Roy Lichtenstein’s triple screen film installation Three Landscapes is a mesmerising hybrid of film, painting, billboard, comic strip and kinetic spectacle. It is shown here for the first time in Europe in conjunction with Tate Modern’s Lichtenstein: A Retrospective.
Lichtenstein’s only venture into filmmaking premiered at the Los Angeles County Museum of Art in 1971 as part of the groundbreaking Art and Technology program. The project placed international artists – including Claes Oldenburg, Robert Rauschenberg, Andy Warhol and others – in residence with leading California-based industries, and exhibited the results of their collaborations.
Lichtenstein spent two weeks at Universal Studios in February 1969, and decided to make film loops of sky and water, projected on several screens in the gallery. The films relate directly to a group of kinetic landscape collages that he made in the mid-1960s, which used Rowlux – a prismatic plastic – to suggest moving water and light.
Lichtenstein filmed on Long Island, New York working with independent filmmaker Joel Freedman. The resulting five-minute film loops juxtapose footage of the sea and a tropical fish tank with a static Benday-dot pattern and still images of a blue sky, clouds, and a seagull. The still and moving images are divided by a thick black line that echoes the comic-strip images of his paintings. This black horizon line, which rocks back and forth, combines with the endless repetition of Lichtenstein’s ‘moving pictures’ to produces a contradictory viewing experience, emphasising the flatness of the picture plane while engaging the spectator in an ambient cinematic spectacle.
Three Landscapes was restored recently by the Whitney Museum of American Art, New York in its original 35 mm format and has been transferred to 16 mm for this presentation at Tate Modern.
Roy Lichtenstein (1923–1997) was born and worked in New York City.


Exercise
The reply should repeat all of the data word for word, with no pictures.

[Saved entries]
┏━━

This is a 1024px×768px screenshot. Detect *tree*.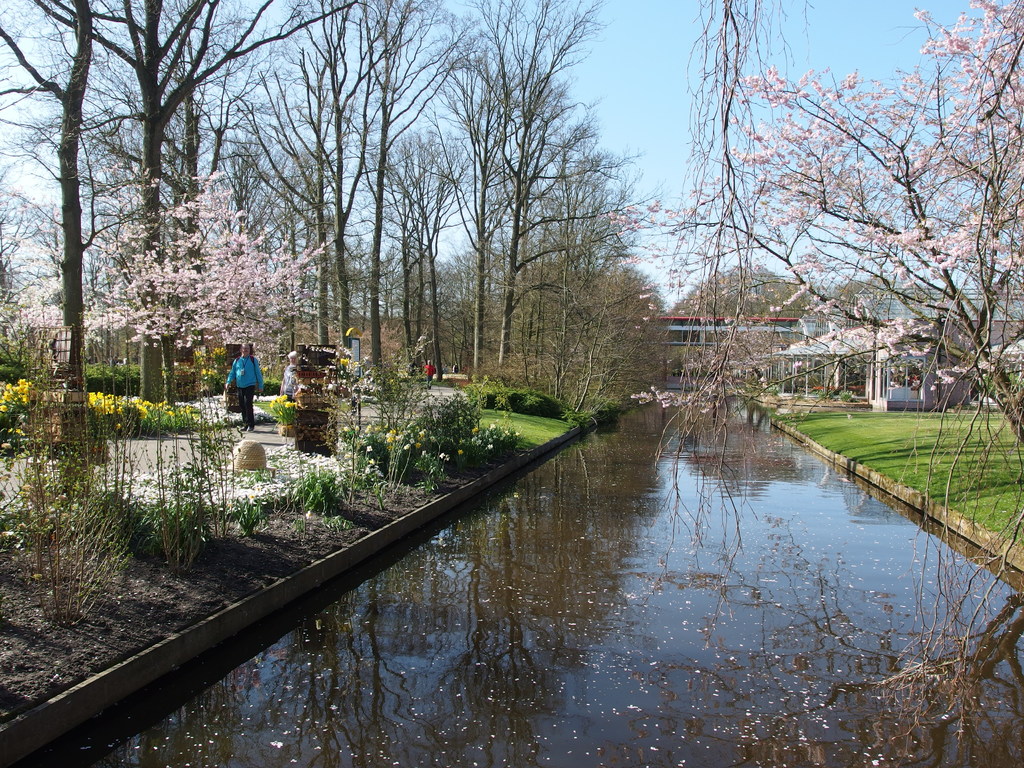
272/0/431/373.
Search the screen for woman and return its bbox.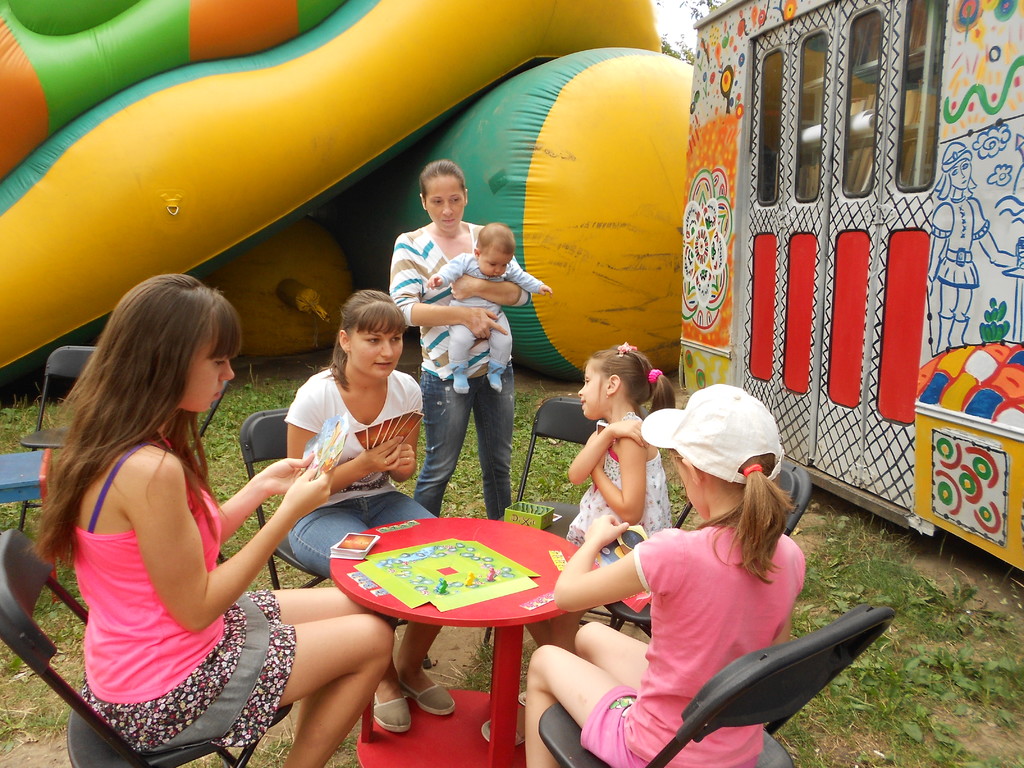
Found: {"x1": 26, "y1": 248, "x2": 330, "y2": 767}.
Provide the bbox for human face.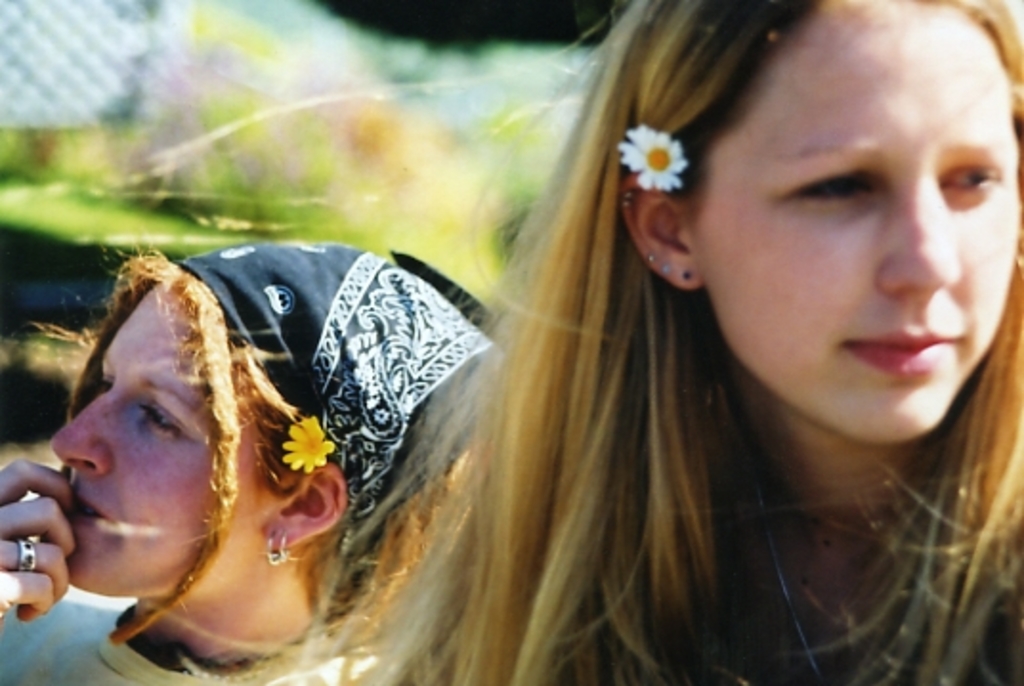
(x1=672, y1=0, x2=1022, y2=441).
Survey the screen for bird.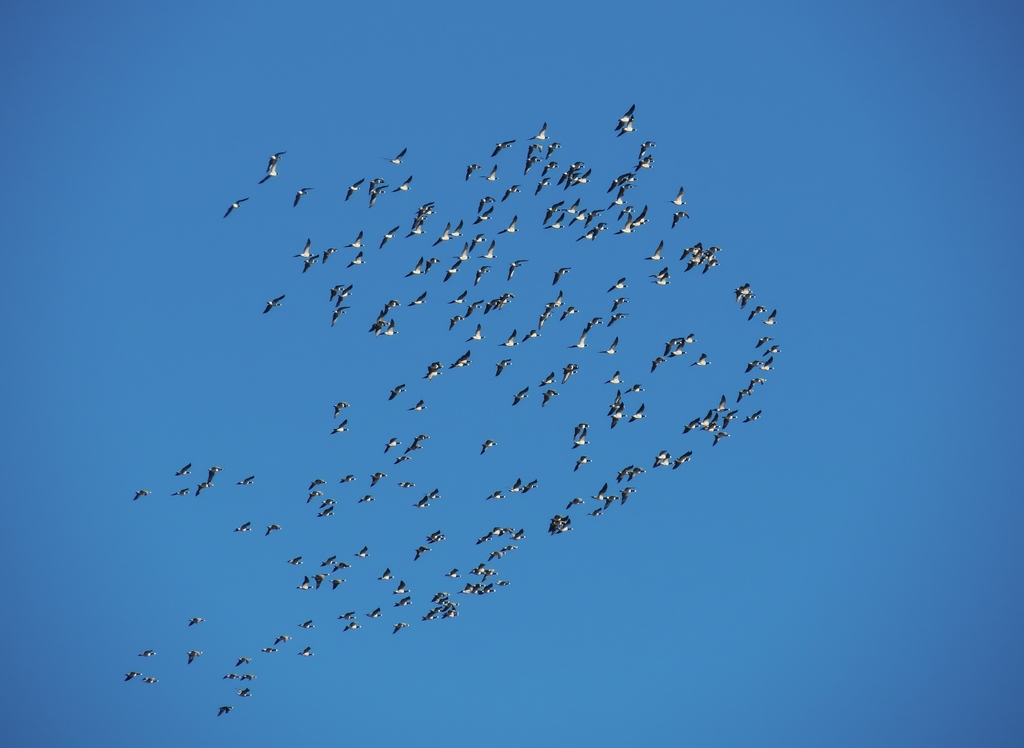
Survey found: left=342, top=622, right=364, bottom=633.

┗━━

Output for this exercise
This is a 1024px×768px screenshot. Detect *tree*.
272/0/431/373.
Search the screen for woman and return its bbox.
Found: {"x1": 26, "y1": 248, "x2": 330, "y2": 767}.
Provide the bbox for human face.
(x1=672, y1=0, x2=1022, y2=441).
Survey the screen for bird.
Survey found: left=342, top=622, right=364, bottom=633.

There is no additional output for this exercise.